Residents in the community where Olivia Pratt-Korbel was gunned down have described how they have started wearing makeshift bullet-proof vests to go to the shops because they are so frightened of gun crime.
A deadly arms race across Merseyside has seen feuding gangs resorting to military grade weapons as they vie for superiority and territory in the lucrative drugs trade.
Nine-year-old Olivia was gunned down in her home by a stray bullet fired by gangster Thomas Cashman as he recklessly pursued a rival on Aug 22 last year.
But that shooting was just one of 49 on the streets of Liverpool in 2022, with five of the incidents resulting in fatalities.
Beautician Elle Edwards, 26, was shot in the head on Christmas Eve while dancing at the Lighthouse pub in Wirral.
Council worker Ashley Dale, 28, was killed on Aug 21 when armed men burst into her home looking for another man and began firing multiple shots “indiscriminately”.
Sam Rimmer was killed on Aug 16 after gunmen on electric bikes rode into a cul-de-sac where the 22-year-old was standing with friends and opened fire.
Jackie Rutter, 53 died in the early hours of 30 Oct last year when a man burst through the door of her home and shot her in the chest in Meadowbrook Road, Moreton.
The rise in the number of innocent people being caught up in the crossfire has resulted in some people taking drastic action.
One resident of Dovecot, where Olivia lived, said: “They nearly hit my husband in the head when they were shooting the other day. It hasn’t been better since Olivia.
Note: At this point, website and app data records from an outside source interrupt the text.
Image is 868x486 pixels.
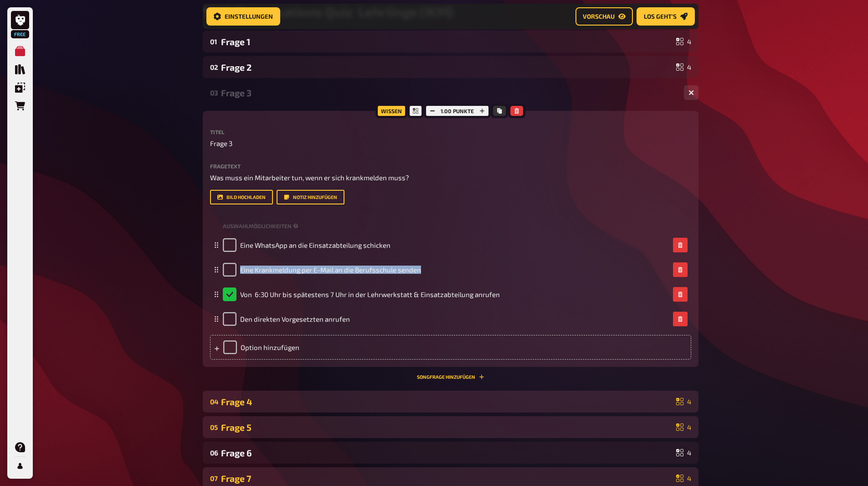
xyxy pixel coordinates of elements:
div: 06 [210,448,218,457]
div: Frage 6 [221,448,672,458]
div: 02 [210,63,218,71]
span: Vorschau [583,13,615,20]
span: Auswahlmöglichkeiten [223,222,292,230]
div: Frage 7 [221,473,672,483]
button: Songfrage hinzufügen [417,374,485,380]
div: 03 [210,88,218,96]
div: 4 [677,423,691,431]
div: Frage 5 [221,422,672,432]
div: Frage 4 [221,397,672,406]
button: Los geht's [637,7,696,26]
div: 01 [210,38,218,46]
div: 4 [677,63,691,71]
span: Frage 3 [210,138,232,148]
div: Option hinzufügen [210,335,691,359]
div: Wissen [376,104,407,118]
div: 4 [677,38,691,46]
div: 4 [677,474,691,482]
button: Notiz hinzufügen [277,189,345,205]
span: Den direkten Vorgesetzten anrufen [240,314,350,323]
button: Einstellungen [206,7,280,26]
span: Einstellungen [225,13,273,20]
span: Free [12,31,29,37]
div: 4 [677,448,691,456]
div: 04 [210,398,218,406]
label: Titel [210,129,691,135]
div: 1.00 Punkte [424,104,491,118]
label: Fragetext [210,163,691,169]
div: Frage 1 [221,37,672,47]
div: Frage 3 [221,88,677,98]
span: Von 6:30 Uhr bis spätestens 7 Uhr in der Lehrwerkstatt & Einsatzabteilung anrufen [240,290,500,298]
div: Frage 2 [221,62,672,72]
span: Was muss ein Mitarbeiter tun, wenn er sich krankmelden muss? [210,173,409,181]
span: Eine WhatsApp an die Einsatzabteilung schicken [240,241,390,249]
button: Bild hochladen [210,189,273,205]
button: Vorschau [576,7,633,26]
button: Kopieren [493,105,506,116]
div: 05 [210,423,218,431]
span: Los geht's [644,13,677,20]
div: 4 [677,398,691,405]
span: Eine Krankmeldung per E-Mail an die Berufsschule senden [240,265,421,273]
div: 07 [210,473,218,482]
“They are still shooting randomly. It’s not only happening in their world anymore it’s hard-working people who are getting caught.
“I wear a helmet sometimes and a vest that my husband made me. Going to the shops is dangerous. They don’t care and neither do the police.”
Asked why Liverpool was seeing a rise in the number of innocent people being caught in the crossfire, Detective Chief Superintendent Mark Kameen, Head of Investigations at Merseyside Police, said weaponry was changing.
Mr Kameen said: “We had 49 discharges last year, five of those were homicides. When we look at the other 44, they were injury discharges and damage to property. Anyone of those could have resulted in another homicide.
“We had people firing at cars driving past, putting bullets through windows or people’s front doors – anyone could be behind.
“That’s just the madness and complete lack of moral compass these people have we are dealing with. The other factor is some of the weaponry is changing.”
Mr Kameen said Czech-manufactured Skorpion machine pistols had been used by criminals in the UK over the past two years.
The weapons are capable of discharging 850 rounds a minute.
He continued: “If you start bringing that sort of battlefield military weaponry into communities and discharging it… You add that to the chaotic nature, lack of training, no moral compass, that’s where you get now the last three times a Skorpion has been used in Merseyside someone’s been killed every single time.
“Is it any wonder when this gun’s firing 12 or 13 rounds in less than a second?”
Neither of the firearms used in the shooting of Olivia, a glock pistol and a 0.38 calibre revolver have yet been recovered.